Two more companies have told ICANN they’ve changed their minds about running a dot-brand gTLD, including the first example of a TLD that is actually in use.
Dun & Bradstreet has said it no longer wishes to launch .duns, and Australian insurance company iSelect has had enough of .iselect.
Both companies filed to voluntarily terminate their ICANN registry agreements in March, and ICANN published its preliminary decision to allow them to do so this week.
While business data provider D&B never got around to using .duns, .iselect has had dozens of active domains for years.
The company started putting domains in its zone file about three years ago and had over 90 registered names at the last count, with about a dozen indexed by Google. That’s a quite a lot for a dot-brand.
It is using domains such as home.iselect, news.iselect and careers.iselect as redirects to parts of its main corporate site, while domains such as gas.iselect, creditcards.iselect and health.iselect send customers to specific product pages.

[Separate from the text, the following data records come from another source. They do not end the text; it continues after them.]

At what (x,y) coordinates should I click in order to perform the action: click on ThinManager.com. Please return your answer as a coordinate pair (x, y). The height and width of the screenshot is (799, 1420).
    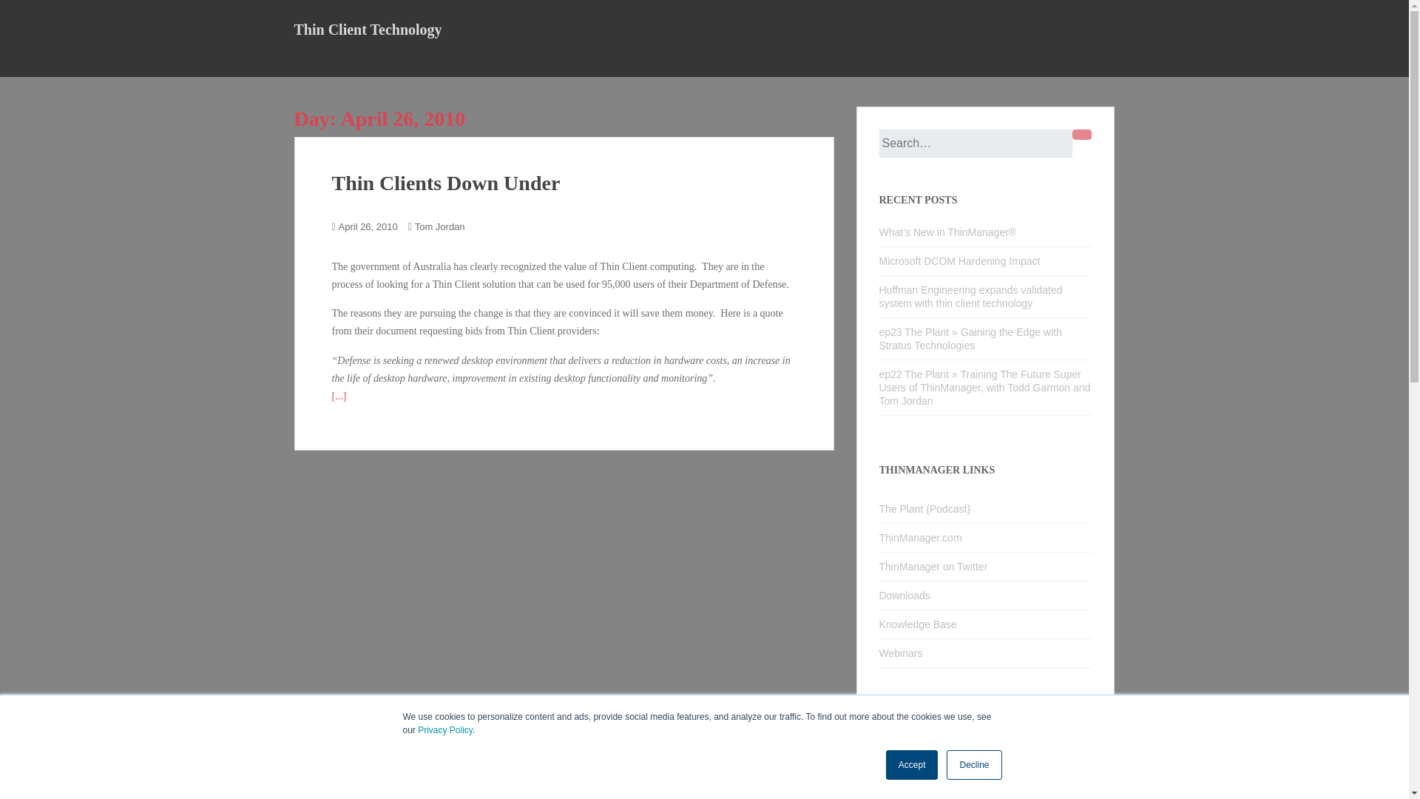
    Looking at the image, I should click on (985, 538).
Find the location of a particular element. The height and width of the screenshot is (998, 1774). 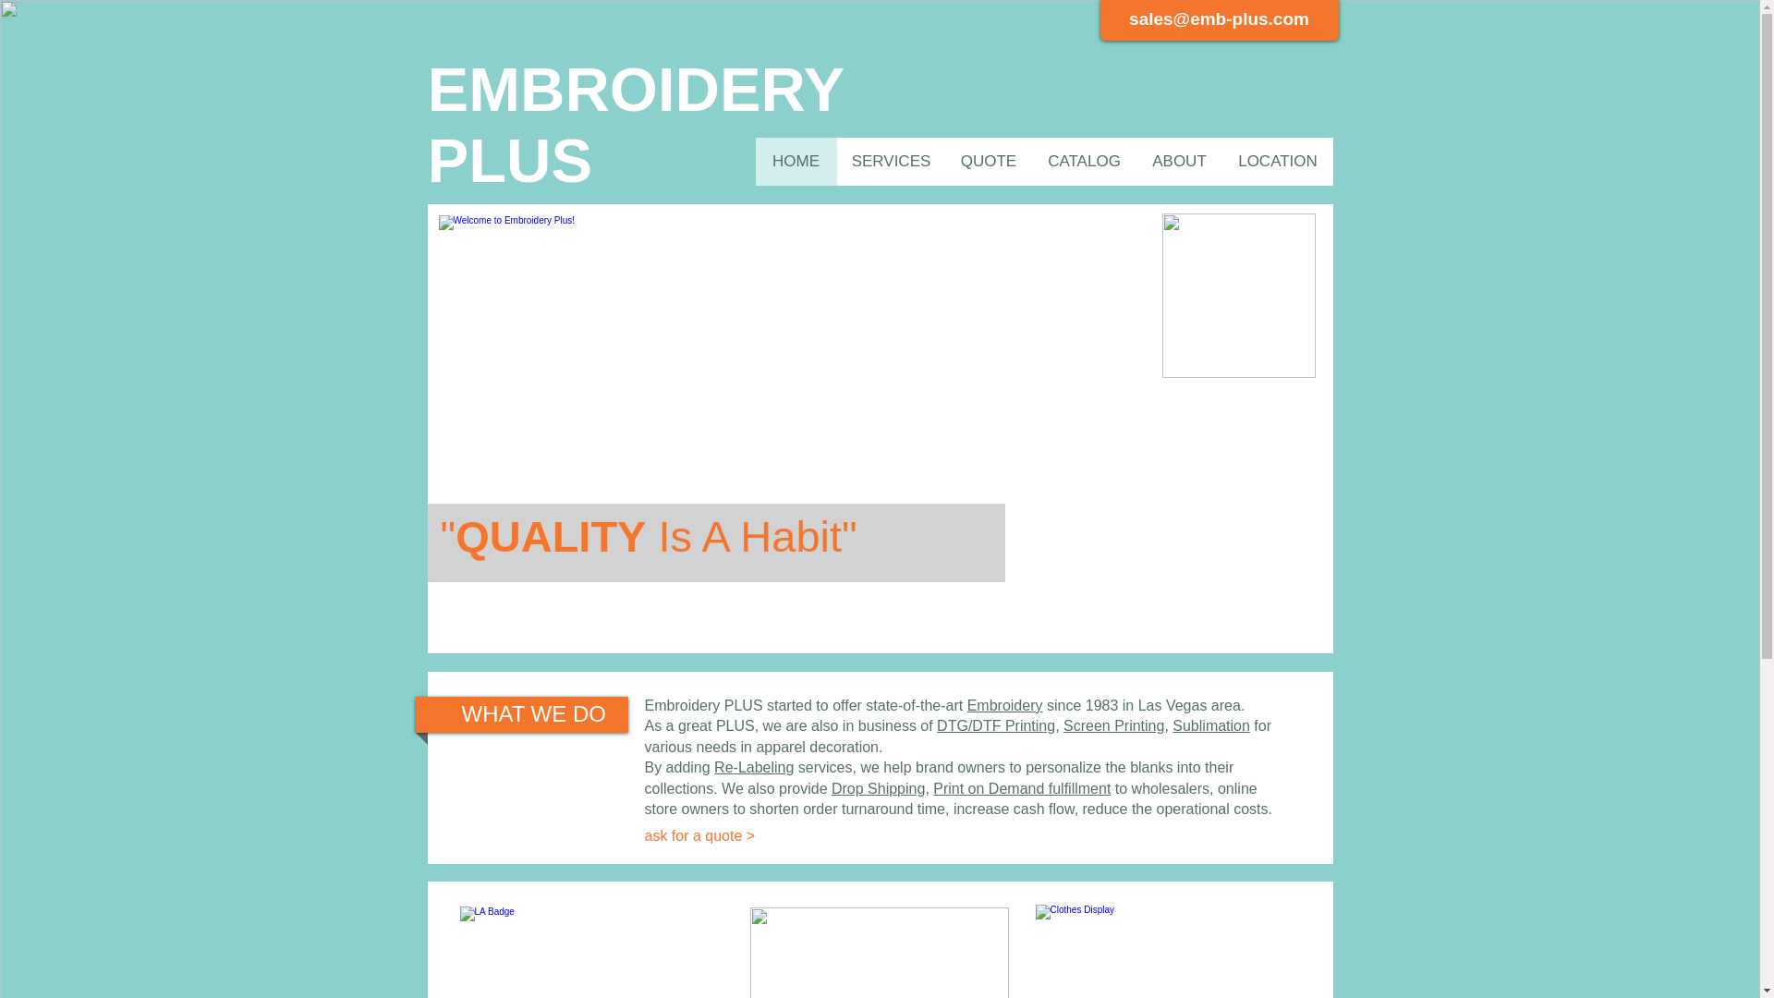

They all redirect to its main iselect.com.au site. There are no web sites as far as I can tell that keep visitors in the .iselect realm.
I’m pretty certain this is the first example of a voluntary contract termination by a dot-brand that is actually in active use.
There have been 52 such terminations to date, including these two latest ones, almost all of which have been dot-brands that never got out of the barn door.
That’s over 10% of the dot-brands that were delegated from the 2012 gTLD application round.